Las Vegas Sun

March 28, 2024

The Turnaround:

Teachers make the difference in learning, even when classes are large

David Wilson, principal of Chaparral High School, on Thursday, August 18, 2011.

David Wilson, principal of Chaparral High School, on Thursday, August 18, 2011.

We have kids in the classrooms, and they are willing and wanting to learn.

To get to that point is huge, especially if you have 2,400 kids in a school.

The fact that you have few disruptions helps make it possible. What we’ve been doing is working on engaging students. The best analogy I use with my teachers is that we each look back to the one teacher who really made a difference in our lives. The common denominator is the teacher who truly cared about us and wanted us to learn. The classroom information was shared in a way that it made an emotional connection with us as individuals. For me it was a science class.

The teacher was Kay Mormann in Manhattan, Kan., where I grew up. It was my sophomore year in high school, and we were not understanding fossil records and timelines. She went to the principal, got a number of buses and took us to her farm. She had a limestone quarry, and she gave each of us a hammer and a flathead screwdriver. Our job was to come up with 10 unique fossils from the quarry. Limestone is set out in layers. You take a hammer or a screwdriver; you hit the layers and it literally comes off in sheets, and you have the different shells, plants and animals. We went back to school, and our job was to figure out what we had and place it all on a timeline showing the eras each fossil was from. Ever since, I see dinosaur fossils and I understand that process and how they came into being and where they belong on a timeline. It’s those types of experiences that we remember and cement learning.

At most high schools, kids are still learning in traditional methods: teachers lecture, kids take notes, and then they are tested. There’s little emotional connection to what they are learning. Yes, that’s a very broad statement. There are individual pockets of incredible instruction, but where we are moving is to project-based learning, where students learn in such a manner that kids touch it, feel it, see it, learn it, and in the end they demonstrate a mastery of a project and subject.

We’re being innovative, taking the limited resources we have and are moving forward. That’s the only way to describe it. We’re doing it in cooking and arts classes. In our business classes we’ve built business models that find students selling snack products during our daily nutrition break. They’re selling no-sugar drinks to the students, baked chips, fruits and vegetables.

Students are buying them through our vendor, selling them for a profit and putting the profits into clubs, student council and other groups. The point is that they’re actually running a small business. They’re not reading about it. They’re not taking a test about it.

They’re in competition with each other, learning and remembering the experience. In other words, they’re doing it.

David Wilson is the principal at Chaparral High School.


= Your assignment =
Find the word "Never" in the data below and copy each line that holds it.

════

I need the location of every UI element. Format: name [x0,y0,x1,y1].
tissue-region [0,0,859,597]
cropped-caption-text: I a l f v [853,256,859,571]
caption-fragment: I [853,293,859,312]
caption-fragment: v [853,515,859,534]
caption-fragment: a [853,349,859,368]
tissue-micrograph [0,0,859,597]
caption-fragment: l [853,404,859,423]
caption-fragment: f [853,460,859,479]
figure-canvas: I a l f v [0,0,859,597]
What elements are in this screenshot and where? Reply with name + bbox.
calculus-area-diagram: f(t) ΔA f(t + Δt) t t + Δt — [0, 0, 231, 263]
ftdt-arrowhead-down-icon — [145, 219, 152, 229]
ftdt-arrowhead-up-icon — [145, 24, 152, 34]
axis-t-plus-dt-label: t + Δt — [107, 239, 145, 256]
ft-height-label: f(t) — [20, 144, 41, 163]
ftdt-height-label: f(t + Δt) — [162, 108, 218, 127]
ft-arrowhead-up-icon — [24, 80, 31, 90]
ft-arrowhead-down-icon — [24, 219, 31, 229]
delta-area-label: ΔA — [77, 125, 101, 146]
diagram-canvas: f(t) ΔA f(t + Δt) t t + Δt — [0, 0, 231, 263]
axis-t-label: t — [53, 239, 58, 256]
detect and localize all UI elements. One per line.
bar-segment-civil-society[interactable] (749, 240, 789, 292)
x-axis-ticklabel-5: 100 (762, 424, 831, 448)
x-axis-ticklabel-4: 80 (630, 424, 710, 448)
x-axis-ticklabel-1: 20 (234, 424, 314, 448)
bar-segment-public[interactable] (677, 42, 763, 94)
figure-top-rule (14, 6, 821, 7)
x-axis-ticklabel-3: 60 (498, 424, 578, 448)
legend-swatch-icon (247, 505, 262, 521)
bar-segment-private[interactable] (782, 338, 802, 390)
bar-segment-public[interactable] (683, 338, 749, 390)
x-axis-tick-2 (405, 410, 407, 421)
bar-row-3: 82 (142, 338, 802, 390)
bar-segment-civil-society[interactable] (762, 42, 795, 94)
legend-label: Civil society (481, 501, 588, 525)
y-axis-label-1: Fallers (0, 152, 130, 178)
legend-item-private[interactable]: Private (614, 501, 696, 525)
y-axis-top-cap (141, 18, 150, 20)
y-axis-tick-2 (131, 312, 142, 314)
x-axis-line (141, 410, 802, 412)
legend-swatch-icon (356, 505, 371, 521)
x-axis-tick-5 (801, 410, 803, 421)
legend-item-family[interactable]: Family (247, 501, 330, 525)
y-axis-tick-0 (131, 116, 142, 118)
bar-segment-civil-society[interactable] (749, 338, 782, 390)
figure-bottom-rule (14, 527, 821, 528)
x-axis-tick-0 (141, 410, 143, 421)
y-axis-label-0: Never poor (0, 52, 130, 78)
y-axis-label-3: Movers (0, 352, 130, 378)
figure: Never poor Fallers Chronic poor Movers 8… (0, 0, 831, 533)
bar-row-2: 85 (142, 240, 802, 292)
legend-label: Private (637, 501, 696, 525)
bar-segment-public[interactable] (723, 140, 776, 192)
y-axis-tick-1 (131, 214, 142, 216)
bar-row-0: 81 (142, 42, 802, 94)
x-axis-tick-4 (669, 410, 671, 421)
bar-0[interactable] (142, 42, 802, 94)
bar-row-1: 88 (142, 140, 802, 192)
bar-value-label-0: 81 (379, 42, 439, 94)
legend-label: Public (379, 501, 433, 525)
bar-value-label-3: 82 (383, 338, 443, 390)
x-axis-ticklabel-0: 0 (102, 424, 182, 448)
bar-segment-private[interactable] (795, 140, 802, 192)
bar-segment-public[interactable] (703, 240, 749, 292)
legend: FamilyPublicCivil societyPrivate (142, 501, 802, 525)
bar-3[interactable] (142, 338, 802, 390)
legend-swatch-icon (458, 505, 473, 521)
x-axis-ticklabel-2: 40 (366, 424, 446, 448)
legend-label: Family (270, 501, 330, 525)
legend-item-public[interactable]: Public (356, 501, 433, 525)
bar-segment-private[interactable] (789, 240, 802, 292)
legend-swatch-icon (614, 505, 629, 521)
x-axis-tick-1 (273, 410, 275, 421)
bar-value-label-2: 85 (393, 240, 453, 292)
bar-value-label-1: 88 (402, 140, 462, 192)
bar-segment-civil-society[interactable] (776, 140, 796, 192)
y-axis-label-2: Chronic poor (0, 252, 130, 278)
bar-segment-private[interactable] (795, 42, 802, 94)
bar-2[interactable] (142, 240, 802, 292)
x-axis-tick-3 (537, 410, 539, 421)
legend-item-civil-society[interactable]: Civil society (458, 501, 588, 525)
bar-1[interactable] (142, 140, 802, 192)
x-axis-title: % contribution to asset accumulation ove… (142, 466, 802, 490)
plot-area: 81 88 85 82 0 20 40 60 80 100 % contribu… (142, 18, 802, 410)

════

= Result =
y-axis-label-0: Never poor (0, 52, 130, 78)
figure: Never poor Fallers Chronic poor Movers 8… (0, 0, 831, 533)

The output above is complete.